The 1956 founding and the Campos family
The Campos family opened Joseph's Bar and Grill in 1956 on Will Rogers Drive — at the time, the active Route 66 alignment through Santa Rosa and the busiest commercial corridor in town. The restaurant's original concept was a straightforward roadside diner serving travelers passing through Santa Rosa on the long stretch between Tucumcari and Albuquerque, with a secondary identity as a local gathering space for Santa Rosa residents. The menu in the 1950s emphasized the same New Mexican and American comfort food that defines the menu today, though portion sizes and specific dish counts have evolved.
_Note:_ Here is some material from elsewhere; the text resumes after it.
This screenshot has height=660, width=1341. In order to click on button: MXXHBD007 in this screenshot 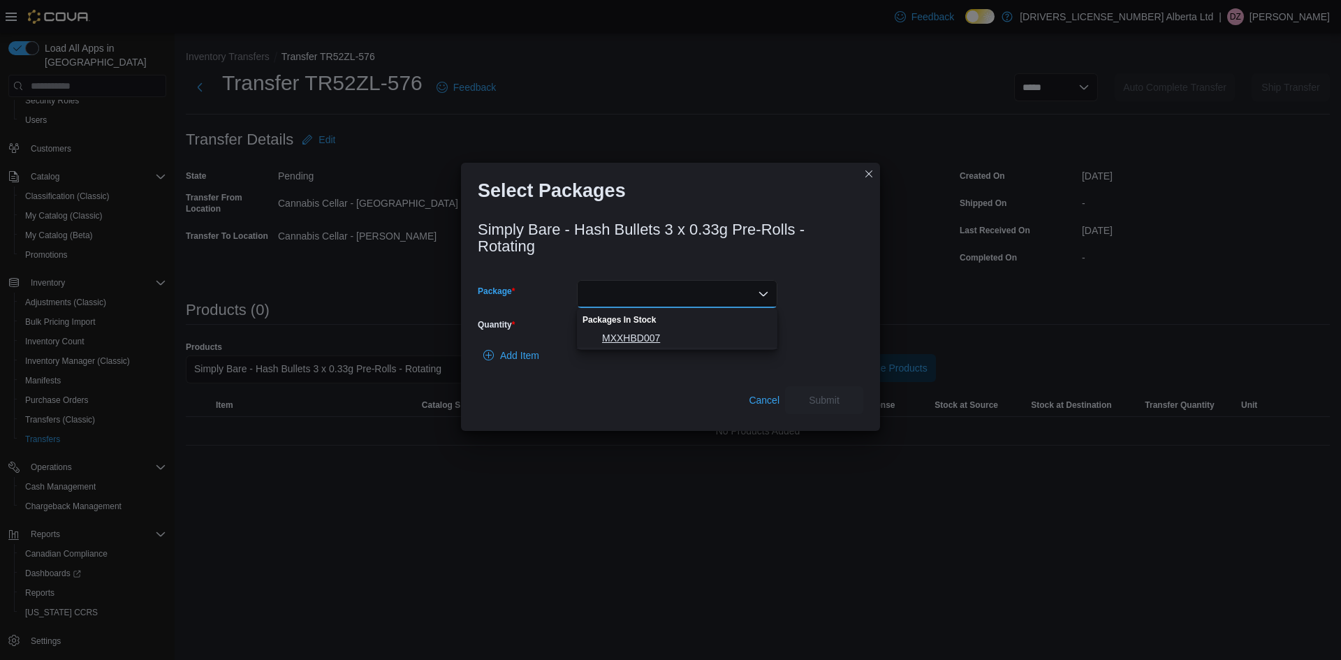, I will do `click(677, 338)`.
Joseph Campos — the restaurant's namesake — operated the restaurant through the 1960s and 1970s, the peak commercial decades of Route 66 through Santa Rosa. The decommissioning of Route 66 in 1985 and the routing of long-distance traffic onto I-40 (which bypasses some of Santa Rosa's most historic stretches) hit Joseph's the way it hit nearly every business along the corridor — traffic dropped, several competing restaurants closed, and the survival of family-owned operations through the late 1980s and 1990s was genuinely difficult. Joseph's continued operating through the lean years partly because of local loyalty and partly because the family had owned the building and was insulated from the rising rents that drove other operators out of business.
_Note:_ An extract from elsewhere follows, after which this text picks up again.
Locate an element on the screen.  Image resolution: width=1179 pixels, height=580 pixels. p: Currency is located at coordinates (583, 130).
The Route 66 revival starting in the late 1990s — driven by nostalgia tourism, organized Route 66 driving tours, and the growing recognition of the corridor as a cultural heritage destination — brought a substantial new wave of travelers back to Joseph's and similar surviving restaurants along the road. The Campos family's third generation now runs daily operations, with substantial continuity in the kitchen staff (several cooks have been with the restaurant 20+ years) and in the dining-room aesthetic. The menu has evolved gradually — a few items added, a few removed — but the green chile cheeseburger, the enchiladas, and the homemade pies have been on the menu essentially unchanged since the 1950s.